Join us for a fun-filled afternoon – FREE JAZZ Concert with Paul Yonemura and Friends.
Option. Order Delica’s Japanese Bento Lunch & tea available by Pre-orders only ($20) Free Seating available indoors.
In tribute to the 100/442/MIS Nisei Veterans and to honor their Legacy for Peace and Reconciliation, NJAHS is proud to present WE ARE ALL AMERICANS!
with Paul Yonemura and FRIENDS, a five member Jazz ensemble for an hour long FREE concert at the MIS Historic Learning Center, Crissy Field west, Presidio of San Francisco.
Musician-composer Paul Yonemura celebrates and honors his mentor band leader, the late George Yoshida, a former MIS Nisei soldier, and acknowledges his MIS father the late Mas Yonemura with this Pre-Veterans Day JAZZ Concert at this historic site*.
Funded in part by the GRANTS for the ARTS and the K/T Foundation, members and supporters of NJAHS.
- BLDG 640 HISTORIC SIGNIFICANCE. Located at the historic site of the first US Army language school which secretly trained Japanese American soldiers in Japanese military intelligence at the start of World War II, the Military Intelligence Service Historic Learning Center, Building 640 in the Presidio of San Francisco honors and commemorates the legacy of the Japanese American Soldiers who served as military intelligence linguists during WWII in the Pacific.

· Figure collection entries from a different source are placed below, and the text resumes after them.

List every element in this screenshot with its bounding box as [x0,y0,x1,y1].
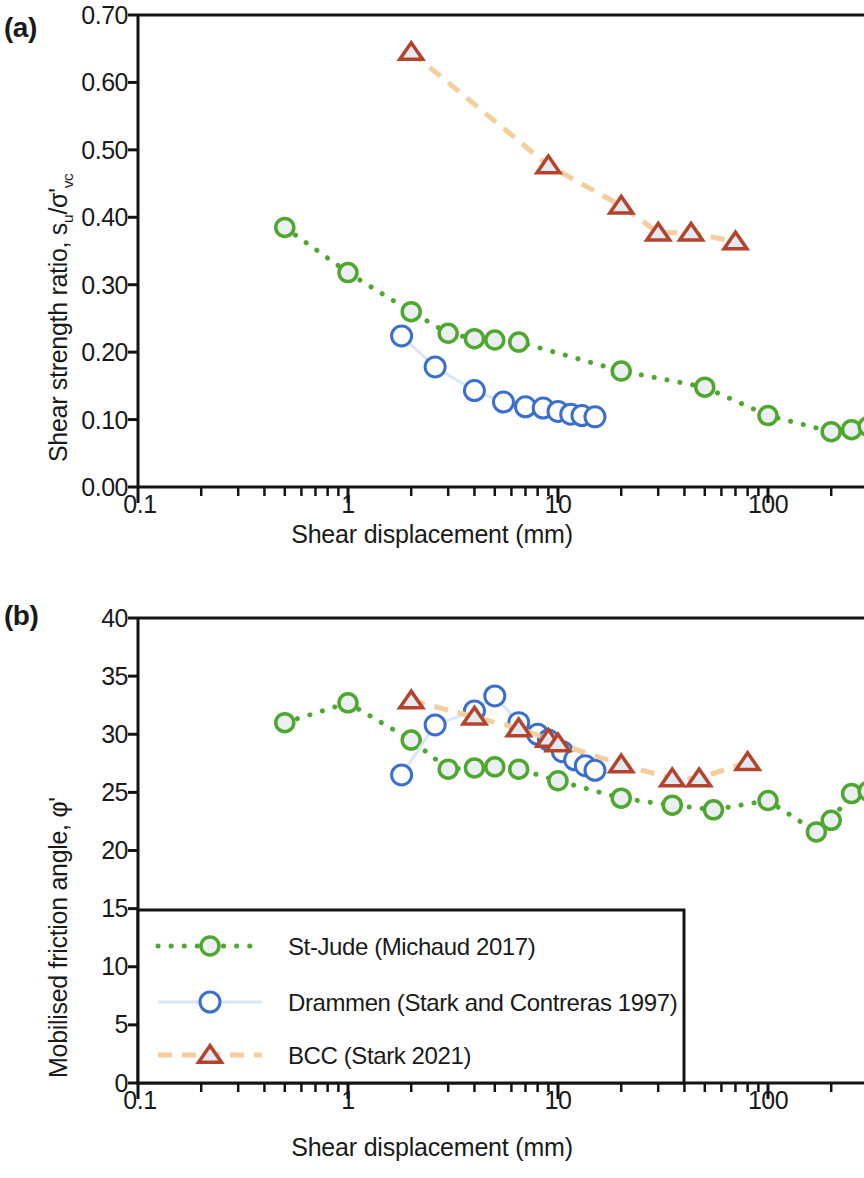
data-point [339,264,357,282]
panel-a-ticks [128,15,831,503]
data-point [392,326,412,346]
legend-label: Drammen (Stark and Contreras 1997) [288,989,677,1016]
data-point [276,714,294,732]
data-point [400,691,423,708]
legend-marker-drammen [200,992,220,1012]
legend-label: BCC (Stark 2021) [288,1042,471,1069]
legend-label: St-Jude (Michaud 2017) [288,933,535,960]
data-point [486,331,504,349]
data-point [402,303,420,321]
data-point [439,324,457,342]
data-point [610,755,633,772]
panel-a-data [276,43,864,441]
panel-a: (a) Shear strength ratio, su/σ'vc Shear … [0,0,864,570]
panel-b-data [276,686,864,841]
data-point [439,760,457,778]
data-point [696,378,714,396]
data-point [485,686,505,706]
data-point [704,801,722,819]
data-point [392,765,412,785]
panel-b: (b) Mobilised friction angle, φ' Shear d… [0,578,864,1178]
data-point [859,782,864,800]
data-point [680,223,703,240]
data-point [464,381,484,401]
data-point [612,362,630,380]
data-point [493,392,513,412]
data-point [402,731,420,749]
data-point [510,333,528,351]
legend: St-Jude (Michaud 2017)Drammen (Stark and… [138,910,684,1083]
panel-a-plot [0,0,864,570]
data-point [859,417,864,435]
legend-marker-st-jude [201,937,219,955]
data-point [759,792,777,810]
data-point [400,43,423,60]
data-point [425,715,445,735]
data-point [663,796,681,814]
data-point [549,772,567,790]
data-point [510,760,528,778]
panel-a-axes [138,15,864,487]
figure-container: (a) Shear strength ratio, su/σ'vc Shear … [0,0,864,1178]
data-point [585,407,605,427]
data-point [465,330,483,348]
data-point [612,789,630,807]
data-point [486,758,504,776]
data-point [276,218,294,236]
data-point [759,407,777,425]
data-point [736,753,759,770]
data-point [425,357,445,377]
data-point [822,423,840,441]
data-point [724,232,747,249]
data-point [339,694,357,712]
data-point [585,760,605,780]
data-point [465,759,483,777]
data-point [537,156,560,173]
panel-b-plot: St-Jude (Michaud 2017)Drammen (Stark and… [0,578,864,1178]
data-point [822,811,840,829]
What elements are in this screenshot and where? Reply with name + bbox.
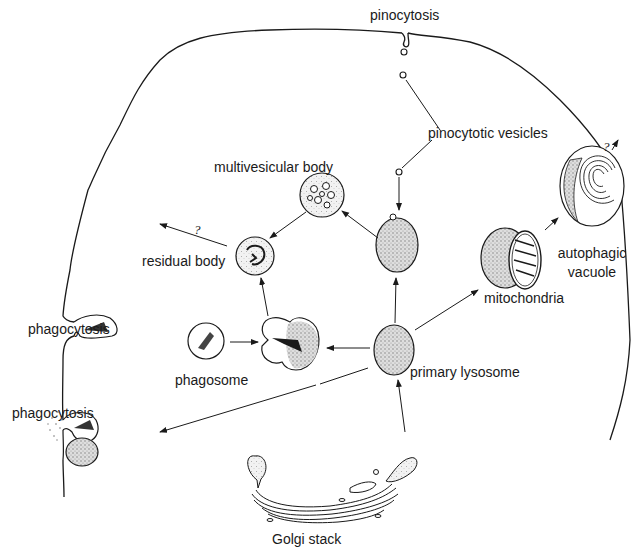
label-phagocytosis-bottom: phagocytosis <box>12 406 94 421</box>
golgi-stack <box>248 456 417 523</box>
label-question-residual: ? <box>194 222 201 238</box>
label-question-autophagic: ? <box>603 139 610 155</box>
residual-body <box>236 237 274 275</box>
mitochondria-autophagy <box>481 228 541 289</box>
label-primary-lysosome: primary lysosome <box>410 365 520 380</box>
label-residual-body: residual body <box>142 254 225 269</box>
lysosome-diagram <box>0 0 643 553</box>
arrow-mitochondria-to-autophagic <box>545 218 558 230</box>
arrow-mvb-to-residual <box>270 212 306 238</box>
pinocytotic-vesicles-leader-2 <box>402 140 432 168</box>
label-autophagic-line1: autophagic <box>550 246 634 261</box>
primary-lysosome <box>374 325 414 375</box>
label-autophagic-line2: vacuole <box>550 265 634 280</box>
label-phagosome: phagosome <box>175 373 248 388</box>
arrow-primary-to-secondary <box>395 278 396 323</box>
phagosome <box>188 323 224 359</box>
autophagic-vacuole <box>560 146 624 226</box>
arrow-heterophagic-to-residual <box>261 278 268 316</box>
heterophagic-vacuole <box>262 317 319 370</box>
arrow-golgi-to-primary <box>398 380 405 432</box>
label-multivesicular-body: multivesicular body <box>214 160 333 175</box>
pinocytotic-vesicles <box>396 49 407 175</box>
pinocytotic-vesicles-leader <box>406 80 440 130</box>
label-pinocytotic-vesicles: pinocytotic vesicles <box>428 126 548 141</box>
arrow-primary-to-exocytosis-2 <box>160 385 316 432</box>
multivesicular-body <box>300 173 344 217</box>
arrow-lysosome-to-mvb <box>342 211 378 238</box>
label-pinocytosis: pinocytosis <box>370 8 439 23</box>
label-mitochondria: mitochondria <box>484 291 564 306</box>
label-phagocytosis-top: phagocytosis <box>28 322 110 337</box>
arrow-primary-to-exocytosis <box>320 368 368 384</box>
arrow-autophagic-exocytosis <box>612 140 618 150</box>
secondary-lysosome <box>376 214 418 272</box>
label-golgi-stack: Golgi stack <box>272 532 341 547</box>
label-autophagic-vacuole: autophagic vacuole <box>550 246 634 281</box>
arrow-primary-to-mitochondria <box>415 290 478 330</box>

The National Japanese American Historical Society together with The Presidio Trust, and the Golden Gate National Recreation Area ensure that the courage, sacrifice, and patriotism of these veterans are remembered by future generations.
The history of these linguists is rooted in secrecy. The Army Language School, founded on November 1, 1941, one month prior to the attack on Pearl Harbor. Some fifty-eight second-generation Japanese Americans, or Nisei, along with two Caucasian soldiers, were trained as military interpreters in an abandoned airplane hangar on Crissy Field. Despite austere conditions, the program produced about 6,000 graduates. The Nisei’s specialized knowledge of Japanese culture and language gave American forces a tactical and strategic advantage, and their work helped lay the foundation for a democratic Japan after the war.
Ironically, in 1942, the Nisei soldiers and the school was moved to Camp Savage, Minnesota, and later to Fort Snelling, MN while their families among the 120,000 Japanese American were excluded from their homes on the West Coast and eventually incarcerated in American concentration camps.
- In 2000, the MIS was awarded the Presidential Unit Citation for their meritorious service, In 2012, the veterans of the MIS along with the famed100th Battalion and 442nd Regimental Combat Team were honored with a Congressional Gold Medal.